UH System News Image of the Week: Photo of nene by UH Hilo environmental studies major Saxony Charlot
As an environmental studies major and gifted artist, Saxony Charlot is passionate about raising awareness for Hawaiʻi’s endangered and threatened species.
This week’s UH News Image of the Week is from Saxony Charlot, an undergraduate student in environmental studies at the University of Hawaiʻi at Hilo.
“As we’re getting ready to head home after a few days of camping and collecting bioacoustics data at Hakalau Forest National Wildlife Refuge, my team and I stop to appreciate a pair of nene, who occasionally perk up to exchange a few calls to another pair several meters away,” says Charlot.
As an environmental studies major and gifted artist, Charlot is passionate about raising awareness for Hawaiʻi’s endangered and threatened species. As she pursues her scientific studies at UH Hilo, her stunning artwork is flourishing.
“Hawaiian ecosystems are my passion,” she says. “It’s always just called to me. Since I was a kid, I’ve had a keen interest in Hawaiʻi’s native species and their conservation.”
Charlot was born and raised on Oʻahu and grew up on a small family farm in Waimānalo to a family of artists. She is the great-granddaughter of Jean Charlot, a muralist and painter of great fame, born 1898 in Paris, France, and who died in 1979 in Honolulu. (Jean Charlot came to the University of Hawaiʻi to create his first UH Mānoa mural in 1949. He liked Hawaiʻi so much that he decided to make it his home, becoming a part of the UH Mānoa art department. There are three additional murals of Jean Charlot’s on the UH Mānoa campus.)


◆ **Activity**
Tell me, please, how many lines in the records below include the word "realworld". Give no more than the number.

Data extracted from a collection

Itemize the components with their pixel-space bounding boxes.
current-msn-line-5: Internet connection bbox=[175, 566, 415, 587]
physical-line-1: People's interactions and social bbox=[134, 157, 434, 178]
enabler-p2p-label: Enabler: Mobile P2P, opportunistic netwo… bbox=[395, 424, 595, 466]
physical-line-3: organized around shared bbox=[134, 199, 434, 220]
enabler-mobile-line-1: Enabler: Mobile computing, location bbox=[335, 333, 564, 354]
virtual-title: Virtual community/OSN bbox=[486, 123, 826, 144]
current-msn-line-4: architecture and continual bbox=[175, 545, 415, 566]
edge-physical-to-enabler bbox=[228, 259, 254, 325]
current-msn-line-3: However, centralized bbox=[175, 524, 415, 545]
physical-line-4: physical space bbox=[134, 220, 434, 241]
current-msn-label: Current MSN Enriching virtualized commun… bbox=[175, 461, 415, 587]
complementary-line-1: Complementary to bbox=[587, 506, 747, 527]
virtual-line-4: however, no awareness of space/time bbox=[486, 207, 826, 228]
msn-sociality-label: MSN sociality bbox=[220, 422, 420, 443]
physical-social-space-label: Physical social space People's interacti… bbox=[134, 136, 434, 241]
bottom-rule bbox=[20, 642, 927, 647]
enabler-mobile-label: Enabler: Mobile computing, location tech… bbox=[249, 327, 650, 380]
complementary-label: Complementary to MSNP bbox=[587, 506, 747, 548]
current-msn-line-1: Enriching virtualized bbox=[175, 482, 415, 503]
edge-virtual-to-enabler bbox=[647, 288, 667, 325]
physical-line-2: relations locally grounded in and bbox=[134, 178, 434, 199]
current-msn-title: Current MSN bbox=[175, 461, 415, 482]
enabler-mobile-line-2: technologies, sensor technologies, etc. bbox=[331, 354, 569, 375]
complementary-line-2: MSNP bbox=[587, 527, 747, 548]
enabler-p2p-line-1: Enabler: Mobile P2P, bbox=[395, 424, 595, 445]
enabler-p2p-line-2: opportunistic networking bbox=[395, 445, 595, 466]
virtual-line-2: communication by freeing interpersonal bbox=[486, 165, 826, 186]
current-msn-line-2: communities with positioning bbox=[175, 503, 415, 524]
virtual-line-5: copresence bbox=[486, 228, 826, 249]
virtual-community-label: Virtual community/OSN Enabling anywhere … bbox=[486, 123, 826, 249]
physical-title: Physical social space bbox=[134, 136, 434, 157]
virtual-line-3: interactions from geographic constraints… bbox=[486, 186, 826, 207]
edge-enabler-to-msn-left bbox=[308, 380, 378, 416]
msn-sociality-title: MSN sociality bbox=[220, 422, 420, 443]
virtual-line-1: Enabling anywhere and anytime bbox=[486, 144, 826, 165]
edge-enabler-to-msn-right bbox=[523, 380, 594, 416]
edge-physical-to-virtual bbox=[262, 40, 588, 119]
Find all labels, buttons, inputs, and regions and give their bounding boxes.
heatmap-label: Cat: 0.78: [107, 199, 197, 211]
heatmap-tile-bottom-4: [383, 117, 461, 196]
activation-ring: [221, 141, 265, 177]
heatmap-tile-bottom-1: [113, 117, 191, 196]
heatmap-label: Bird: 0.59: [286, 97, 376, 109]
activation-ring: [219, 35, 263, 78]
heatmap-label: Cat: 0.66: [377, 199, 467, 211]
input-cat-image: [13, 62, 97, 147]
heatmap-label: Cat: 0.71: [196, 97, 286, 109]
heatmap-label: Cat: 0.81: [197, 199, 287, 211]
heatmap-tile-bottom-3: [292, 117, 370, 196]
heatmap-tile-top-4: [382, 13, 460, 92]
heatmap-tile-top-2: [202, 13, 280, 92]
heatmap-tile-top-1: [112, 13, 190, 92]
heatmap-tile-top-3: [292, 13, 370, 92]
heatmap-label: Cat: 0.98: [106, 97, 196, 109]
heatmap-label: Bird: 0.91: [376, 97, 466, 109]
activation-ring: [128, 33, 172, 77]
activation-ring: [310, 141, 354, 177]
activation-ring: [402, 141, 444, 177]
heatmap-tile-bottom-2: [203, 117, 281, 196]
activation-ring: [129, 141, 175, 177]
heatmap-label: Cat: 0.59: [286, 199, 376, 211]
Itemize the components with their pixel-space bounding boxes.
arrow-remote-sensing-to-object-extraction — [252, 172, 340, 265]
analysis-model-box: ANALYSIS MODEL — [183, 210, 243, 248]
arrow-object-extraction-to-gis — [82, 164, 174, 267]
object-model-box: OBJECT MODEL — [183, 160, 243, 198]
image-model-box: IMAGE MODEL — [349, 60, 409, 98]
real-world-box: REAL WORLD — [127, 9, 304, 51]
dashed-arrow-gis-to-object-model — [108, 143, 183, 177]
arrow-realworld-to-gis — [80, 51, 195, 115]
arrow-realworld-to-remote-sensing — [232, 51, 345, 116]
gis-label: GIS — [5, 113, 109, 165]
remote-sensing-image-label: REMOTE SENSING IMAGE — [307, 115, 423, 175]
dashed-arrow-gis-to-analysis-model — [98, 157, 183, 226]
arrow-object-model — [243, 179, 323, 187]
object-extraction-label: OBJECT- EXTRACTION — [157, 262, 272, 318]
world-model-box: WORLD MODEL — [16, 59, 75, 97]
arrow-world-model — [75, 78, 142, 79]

◆ **Answer to the exercise**
2